CES may be finished for another year, but one of the biggest themes of the show — that anything is now fair game as ‘hardware’ — is just taking off. And today’s news of Google buying Nest for $3.2 billion underscores how Google wants to be the player at the front and center of that.
Google’s Nest buy may not be giving the search giant access to all the data that zooms across Nest’s apps, thermostats and smoke detectors, but it will give Google something else: top-shelf design expertise for that next frontier of hardware, by way of a team of people brought together by two senior hardware veterans from Apple, one of whom is known as the father of the iPod.
This is a significant turn of events for Google.
Up to now, the search giant has cornered business — on desktop internet, mobile devices — through software, and then monetized those markets with data — specifically advertising data.
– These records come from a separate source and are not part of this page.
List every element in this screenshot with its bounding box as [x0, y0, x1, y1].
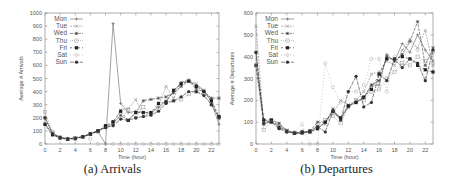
y-tick-label: 900: [33, 23, 42, 29]
series-line: [256, 50, 433, 133]
y-tick-label: 500: [33, 76, 42, 82]
x-tick-label: 0: [43, 147, 46, 153]
departures-caption: (b) Departures: [224, 162, 449, 177]
legend-label: Wed: [265, 29, 279, 36]
x-axis-label: Time (hour): [118, 154, 146, 160]
y-tick-label: 100: [33, 128, 42, 134]
x-tick-label: 6: [89, 147, 92, 153]
series-thu: [254, 51, 434, 135]
departures-chart-panel: 01002003004005006000246810121416182022Ti…: [224, 0, 449, 189]
x-tick-label: 14: [361, 147, 367, 153]
series-line: [45, 118, 219, 144]
x-axis: 0246810121416182022: [43, 13, 214, 153]
legend: MonTueWedThuFriSatSun: [265, 15, 294, 65]
x-tick-label: 12: [133, 147, 139, 153]
series-line: [256, 26, 433, 133]
y-tick-label: 400: [33, 89, 42, 95]
series-wed: [43, 80, 220, 141]
legend-label: Tue: [56, 22, 67, 29]
x-axis: 0246810121416182022: [254, 13, 428, 153]
series-line: [256, 57, 433, 133]
y-tick-label: 100: [244, 119, 253, 125]
y-tick-label: 0: [250, 141, 253, 147]
x-tick-label: 16: [376, 147, 382, 153]
legend-label: Fri: [270, 44, 278, 51]
series-mon: [43, 22, 220, 146]
series-fri: [254, 55, 434, 135]
plot-frame: [45, 13, 219, 144]
x-axis-label: Time (hour): [330, 154, 358, 160]
legend-label: Mon: [265, 15, 278, 22]
y-tick-label: 200: [33, 115, 42, 121]
y-tick-label: 0: [39, 141, 42, 147]
legend: MonTueWedThuFriSatSun: [54, 15, 83, 65]
series-line: [256, 52, 433, 133]
series-line: [45, 80, 219, 139]
series-tue: [43, 78, 220, 140]
x-tick-label: 0: [254, 147, 257, 153]
series-fri: [43, 80, 220, 141]
legend-label: Tue: [267, 22, 278, 29]
x-tick-label: 14: [148, 147, 154, 153]
x-tick-label: 4: [285, 147, 288, 153]
x-tick-label: 4: [74, 147, 77, 153]
series-line: [45, 81, 219, 139]
x-tick-label: 2: [270, 147, 273, 153]
x-tick-label: 20: [407, 147, 413, 153]
y-tick-label: 500: [244, 32, 253, 38]
legend-label: Sun: [266, 58, 278, 65]
legend-label: Wed: [54, 29, 68, 36]
x-tick-label: 22: [422, 147, 428, 153]
x-tick-label: 10: [330, 147, 336, 153]
legend-label: Thu: [56, 37, 68, 44]
y-tick-label: 700: [33, 49, 42, 55]
y-tick-label: 400: [244, 54, 253, 60]
series-wed: [254, 20, 434, 135]
series-sat: [43, 116, 220, 145]
series-sun: [43, 90, 220, 140]
series-line: [256, 41, 433, 144]
x-tick-label: 6: [301, 147, 304, 153]
y-tick-label: 200: [244, 97, 253, 103]
series-line: [256, 35, 433, 133]
legend-label: Sat: [57, 51, 67, 58]
legend-label: Mon: [54, 15, 67, 22]
y-axis-label: Average # Arrivals: [18, 56, 24, 101]
series-group: [254, 20, 434, 145]
legend-label: Thu: [267, 37, 279, 44]
series-sun: [254, 49, 434, 135]
x-tick-label: 22: [208, 147, 214, 153]
series-line: [45, 92, 219, 139]
series-line: [45, 92, 219, 139]
series-line: [256, 22, 433, 133]
y-tick-label: 300: [33, 102, 42, 108]
x-tick-label: 10: [118, 147, 124, 153]
y-tick-label: 1000: [30, 10, 42, 16]
arrivals-caption: (a) Arrivals: [0, 162, 225, 177]
x-tick-label: 2: [59, 147, 62, 153]
x-tick-label: 8: [104, 147, 107, 153]
series-line: [45, 81, 219, 139]
y-tick-label: 300: [244, 76, 253, 82]
series-tue: [254, 25, 434, 135]
series-thu: [43, 90, 220, 140]
plot-frame: [256, 13, 433, 144]
x-tick-label: 8: [316, 147, 319, 153]
legend-label: Fri: [59, 44, 67, 51]
y-tick-label: 600: [33, 62, 42, 68]
x-tick-label: 20: [193, 147, 199, 153]
x-tick-label: 16: [163, 147, 169, 153]
legend-label: Sun: [55, 58, 67, 65]
series-group: [43, 22, 220, 146]
y-tick-label: 600: [244, 10, 253, 16]
x-tick-label: 12: [345, 147, 351, 153]
y-axis-label: Average # Departures: [229, 51, 235, 105]
y-tick-label: 800: [33, 36, 42, 42]
arrivals-chart-panel: 0100200300400500600700800900100002468101…: [0, 0, 225, 189]
legend-label: Sat: [268, 51, 278, 58]
arrivals-chart: 0100200300400500600700800900100002468101…: [0, 0, 225, 189]
departures-chart: 01002003004005006000246810121416182022Ti…: [224, 0, 449, 189]
series-mon: [254, 33, 434, 134]
x-tick-label: 18: [178, 147, 184, 153]
x-tick-label: 18: [391, 147, 397, 153]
It’s been a fundamentally different approach from Apple, the quintessentially vertically integrated company that controls not just a platform and the services that run on it, but the devices they run on, too. (And with that, the lucrative margins that come from successful, premium hardware sales.)
Nest will give Google an opportunity to diversify its revenues by tackling a whole new market — connected home devices — with that vertical approach.
“This is the new hardware movement,” as one smart person told me. “Devices + services, product-market fit & research done through crowdfunding platforms*, mix of retail partnerships & direct online sales.”
For Google, Nest is a particularly attractive example. Not only does it make an integrated piece of connected hardware for the home, but it’s designed with interoperability at its heart — in the initial case, by way of apps that you control on your iOS or Android smartphone, along with a well-developed, direct and online retail channel and loyal following.
It’s an area, in any case, that Google appears to have already been eyeing up for some time. In December, for example, The Information uncovered a test Google was running called EnergySense, which appeared to be a smart thermostat program that helped people lower energy consumption. This reportedly was being trialled on third party devices, which at the time was guessed to be those made by Nest competitor Ecobee, but could now potentially find their way to Nest’s thermostats instead.
(“Will Nest and Google products work with each other?” co-founder Matt Rogers asked in a hypothetical Q&A post earlier today. “Nest’s product line obviously caught the attention of Google and I’m betting that there’s a lot of cool stuff we could do together, but nothing to share today,” he answered.)
Yet, to say that the acquisition is a boost for Google alone is not the whole story.
For months now, Nest has been facing a growing cacophony of criticism from customers that the software on its products was buggy. Leaning on Google’s software expertise could come in handy here.
And there is also the issue of Nest’s intellectual property and patent fights. Nest is facing patent infringement lawsuits from Honeywell and First Alert maker BRK. To help fight those and also to protect itself from copycats, it’s been aggressive on the patent front, with 100 patents granted, another 200 filed and a further 200 ready to file; and an ongoing licensing agreement with Intellectual Ventures. Bringing Google into the mix will be another major boost for safeguarding the company in these battles, too.
The Nest acquisition also raises questions of how Google’s other hardware interests may come into play going forward.
Taking just one on the mobile front, Motorola, which Google acquired for $12.5 billion in 2012, at one time looked like it could be a way for Google to take a new, vertical approach to smartphones and tablets. Ultimately, Motorola remained a partner among equals with other Android OEMs, and patents became one of the most crucial parts of the deal. Could the Nest acquisition, bringing a new focus on hardware creation, see Google bring in some of the IP and talent that Google picked up in the Motorola deal?
*The crowdfunding is perhaps better left to others not called Nest and Google: Nest co-founder Tony Fadell — who likes to say things like: “There’s a reason hardware is called hardware. It’s hard!” — has been outspoken on how Kickstarter can be a misleading route to achieving a viable product.